62 posts - 110 votes 
Speaks: Norwegian*, English
Studies: Japanese, Korean, Ancient Greek, Biblical Hebrew, Mandarin, Cantonese

 
 Message 18 of 40
06 January 2014 at 4:59pm | IP Logged 
schoenewaelder wrote:

How does this pan out out in the long run? According to Huliganov, you should end up, on average, encountering a new word 3 times, so it should end up taking roughly one and a half hours to learn 25 new head words (I added in a couple of 5 minute breaks there). How much time do you actually spend on it per day? Do you do more than one language at a time?


For the last year and a half, I've been focusing mainly on one project at a time, which lets me make more visible progress, although one of them was an experiment with goldlisting isolated Chinese characters, which I found were harder to remember than when I did the same thing with Chinese words (even with characters I didn't know).
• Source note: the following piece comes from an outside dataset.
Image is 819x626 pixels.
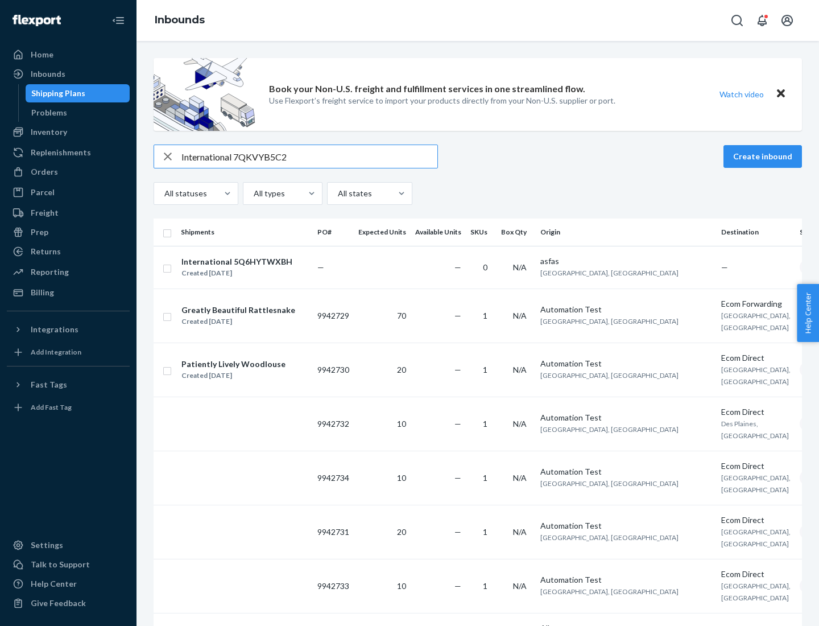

Probably it's because characters tend not to have precise meanings, which words do more often. When I've goldlisted sentences, they are usually really easy to remember, even if I don't remember what each word means by itself, so I usually only do sentences to show grammatical constructions rather than for the sentence itself.

My goal for this year is to stay at an average of 75 lines per day, which should be one hour of active work, plus breaks, but I find that not only do the distillations take less time per line than the initial headlist, but when I use commuting time to mark the lines I'm going to distil in advance, the actual distillation of 25 lines also takes much less than 20 minutes, so I save time that way. Sometimes I can easily do 50 lines in 20 minutes because I've prepared the distillation in advance and there are few long lines!

When I'm free, I often do many more lines than usual during the day, but normally I spend one hour a day in total working on a goldlist.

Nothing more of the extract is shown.